Pioneer PL-50
Pioneer PL-50L
Pioneer PL-50LII

(1980 > 1981 > 1985)

Extremely successful series of turntables derived from the Exclusive P3 masterpiece.

All versions use the same basic structure: Stable Hanging Rotor, EA-derived tonearm and supreme build-quality for the price. Bar the contemporary Yamaha GT-2000, the Pioneer PL-50L and LII are part of the most sold turntables in Japan, when CD still was nothing but a pressing rumor.

The 50 and 50L were launched together in 1980, the first of which was deprived from tonearm auto-return function ; the 50 and 50L are otherwise identical. The 1981 PL-50LII represented a fairly large mechanical update on the 50L in that it used a motor reduced to half its original size but which kept the exact same specs regarding torque, speed accuracy and signal-to-noise ratio. The PL-50LII also added supreme LP fiddly-ness with its interchangeable carbon-coated aluminium tonearm wands.
The platter is back-coated with a special damping compound and the cabinet is likewise identical on all three versions and made of high-density laminated wood with added ebony veneer. Tonearm leads and contacts are all oxygen-free copper, of course, and critical parts are machined with micron-level tolerances. The EA tonearm itself is a marvel of engineering which I hope to be able to properly bring online separately.

Not a "supreme" LP player -at 95,000¥, it wasn't the goal- but I'm sure the PL-50LII (shown here) would easily bash many of today's "references", especially at the price these can be had for in Japan. Not to mention the bigger and much heavier PL-70LII.
However, it seems the main bearing for this "LII" series of Pioneer SHR turntables does age a bit quicker than what one might have hoped - nobody is perfect. Still, we're talking twenty years of daily use here - that's still ten lifetimes ahead of today's hardware.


Instructions to follow: Scan the records below for the word "this". Copy each line where it appears.

::: Provided records

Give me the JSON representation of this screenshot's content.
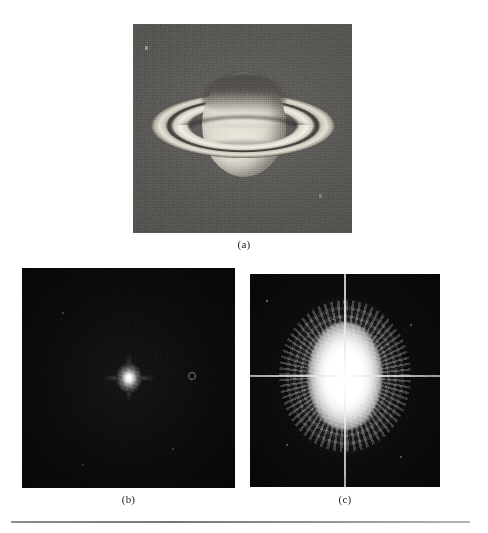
{
  "figure": {
    "kind": "three-panel-figure",
    "background_color": "#ffffff",
    "rule_color": "#808080",
    "panels": [
      {
        "id": "a",
        "caption": "(a)",
        "name": "saturn-photograph",
        "description": "Grainy grayscale telescope photograph of the planet Saturn with its ring system seen nearly edge-on, against a mid-gray noisy sky background",
        "background_color": "#575552",
        "bright_color": "#efece3",
        "dark_color": "#3d3b38"
      },
      {
        "id": "b",
        "caption": "(b)",
        "name": "fourier-spectrum-linear",
        "description": "Fourier transform magnitude of the Saturn image displayed on a linear intensity scale; almost entirely black with a single small bright spot at the origin (DC term)",
        "background_color": "#0a0a0a",
        "bright_color": "#ffffff"
      },
      {
        "id": "c",
        "caption": "(c)",
        "name": "fourier-spectrum-log",
        "description": "Same Fourier spectrum displayed after logarithmic intensity scaling; a large bright vertically elongated lobe at the center with radiating fringe lobes from the rings, crossed by bright horizontal and vertical axis lines",
        "background_color": "#0b0b0b",
        "bright_color": "#ffffff"
      }
    ]
  },
  "captions": {
    "a": "(a)",
    "b": "(b)",
    "c": "(c)"
  }
}
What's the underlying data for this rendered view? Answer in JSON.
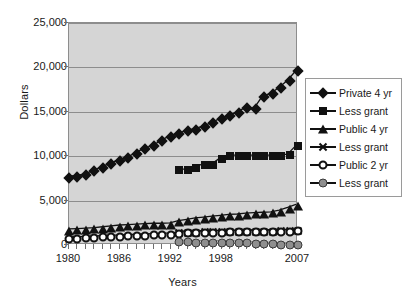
{
  "chart_data": {
    "type": "line",
    "title": "",
    "xlabel": "Years",
    "ylabel": "Dollars",
    "xlim": [
      1980,
      2007
    ],
    "ylim": [
      0,
      25000
    ],
    "ytick_labels": [
      "0",
      "5,000",
      "10,000",
      "15,000",
      "20,000",
      "25,000"
    ],
    "ytick_values": [
      0,
      5000,
      10000,
      15000,
      20000,
      25000
    ],
    "xtick_labels": [
      "1980",
      "1986",
      "1992",
      "1998",
      "2007"
    ],
    "xtick_values": [
      1980,
      1986,
      1992,
      1998,
      2007
    ],
    "grid": "horizontal",
    "legend_position": "right",
    "plot_background": "#d5d5d5",
    "x": [
      1980,
      1981,
      1982,
      1983,
      1984,
      1985,
      1986,
      1987,
      1988,
      1989,
      1990,
      1991,
      1992,
      1993,
      1994,
      1995,
      1996,
      1997,
      1998,
      1999,
      2000,
      2001,
      2002,
      2003,
      2004,
      2005,
      2006,
      2007
    ],
    "series": [
      {
        "name": "Private 4 yr",
        "marker": "filled-diamond",
        "color": "#111111",
        "values": [
          7600,
          7700,
          7900,
          8300,
          8700,
          9100,
          9500,
          9800,
          10300,
          10800,
          11100,
          11700,
          12200,
          12500,
          12800,
          13000,
          13300,
          13700,
          14200,
          14500,
          14900,
          15400,
          15300,
          16700,
          17000,
          17700,
          18500,
          19600
        ]
      },
      {
        "name": "Less grant",
        "marker": "filled-square",
        "color": "#111111",
        "values": [
          null,
          null,
          null,
          null,
          null,
          null,
          null,
          null,
          null,
          null,
          null,
          null,
          null,
          8400,
          8400,
          8700,
          9000,
          9000,
          9700,
          10000,
          10000,
          10000,
          10000,
          10000,
          10000,
          10000,
          10100,
          11100
        ]
      },
      {
        "name": "Public 4 yr",
        "marker": "filled-triangle",
        "color": "#111111",
        "values": [
          1600,
          1650,
          1700,
          1750,
          1850,
          1950,
          2050,
          2100,
          2150,
          2200,
          2250,
          2250,
          2300,
          2550,
          2700,
          2850,
          2950,
          3050,
          3150,
          3250,
          3300,
          3400,
          3450,
          3500,
          3550,
          3750,
          4050,
          4400
        ]
      },
      {
        "name": "Less grant",
        "marker": "x-star",
        "color": "#111111",
        "values": [
          null,
          null,
          null,
          null,
          null,
          null,
          null,
          null,
          null,
          null,
          null,
          null,
          null,
          1350,
          1380,
          1400,
          1420,
          1430,
          1450,
          1470,
          1480,
          1490,
          1500,
          1500,
          1520,
          1540,
          1560,
          1600
        ]
      },
      {
        "name": "Public 2 yr",
        "marker": "open-circle",
        "color": "#111111",
        "values": [
          700,
          730,
          760,
          800,
          850,
          880,
          920,
          960,
          1000,
          1030,
          1070,
          1100,
          1150,
          1250,
          1300,
          1330,
          1350,
          1380,
          1400,
          1420,
          1430,
          1450,
          1460,
          1470,
          1480,
          1490,
          1500,
          1550
        ]
      },
      {
        "name": "Less grant",
        "marker": "gray-circle",
        "color": "#8f8f8f",
        "values": [
          null,
          null,
          null,
          null,
          null,
          null,
          null,
          null,
          null,
          null,
          null,
          null,
          null,
          300,
          300,
          280,
          280,
          270,
          260,
          250,
          240,
          230,
          130,
          100,
          60,
          40,
          20,
          0
        ]
      }
    ]
  },
  "legend": {
    "items": [
      {
        "label": "Private 4 yr",
        "marker": "filled-diamond"
      },
      {
        "label": "Less grant",
        "marker": "filled-square"
      },
      {
        "label": "Public 4 yr",
        "marker": "filled-triangle"
      },
      {
        "label": "Less grant",
        "marker": "x-star"
      },
      {
        "label": "Public 2 yr",
        "marker": "open-circle"
      },
      {
        "label": "Less grant",
        "marker": "gray-circle"
      }
    ]
  }
}
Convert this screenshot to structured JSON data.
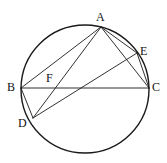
{
  "figure": {
    "stroke_color": "#1a1a1a",
    "label_color": "#111111",
    "background_color": "#ffffff",
    "circle": {
      "name": "circumscribed-circle",
      "cx": 85,
      "cy": 89,
      "r": 64,
      "stroke_width": 1.4
    },
    "points": [
      {
        "id": "A",
        "label": "A",
        "x": 101,
        "y": 27,
        "label_x": 96,
        "label_y": 11,
        "on_circle": true
      },
      {
        "id": "B",
        "label": "B",
        "x": 21,
        "y": 88,
        "label_x": 7,
        "label_y": 81,
        "on_circle": true
      },
      {
        "id": "C",
        "label": "C",
        "x": 149,
        "y": 88,
        "label_x": 152,
        "label_y": 81,
        "on_circle": true
      },
      {
        "id": "D",
        "label": "D",
        "x": 33,
        "y": 118,
        "label_x": 18,
        "label_y": 117,
        "on_circle": true
      },
      {
        "id": "E",
        "label": "E",
        "x": 137,
        "y": 53,
        "label_x": 140,
        "label_y": 45,
        "on_circle": true
      },
      {
        "id": "F",
        "label": "F",
        "x": 55,
        "y": 88,
        "label_x": 46,
        "label_y": 72,
        "on_circle": false
      }
    ],
    "segments": [
      {
        "id": "AB",
        "from": "A",
        "to": "B",
        "x1": 101,
        "y1": 27,
        "x2": 21,
        "y2": 88
      },
      {
        "id": "AC",
        "from": "A",
        "to": "C",
        "x1": 101,
        "y1": 27,
        "x2": 149,
        "y2": 88
      },
      {
        "id": "AD",
        "from": "A",
        "to": "D",
        "x1": 101,
        "y1": 27,
        "x2": 33,
        "y2": 118
      },
      {
        "id": "AE",
        "from": "A",
        "to": "E",
        "x1": 101,
        "y1": 27,
        "x2": 137,
        "y2": 53
      },
      {
        "id": "BC",
        "from": "B",
        "to": "C",
        "x1": 21,
        "y1": 88,
        "x2": 149,
        "y2": 88
      },
      {
        "id": "BD",
        "from": "B",
        "to": "D",
        "x1": 21,
        "y1": 88,
        "x2": 33,
        "y2": 118
      },
      {
        "id": "DE",
        "from": "D",
        "to": "E",
        "x1": 33,
        "y1": 118,
        "x2": 137,
        "y2": 53
      },
      {
        "id": "EC",
        "from": "E",
        "to": "C",
        "x1": 137,
        "y1": 53,
        "x2": 149,
        "y2": 88
      }
    ]
  }
}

::::::

Written solution:
Give me the JSON representation of this screenshot's content.
What's the underlying data for this rendered view? Answer in JSON.
Convert this screenshot to structured JSON data.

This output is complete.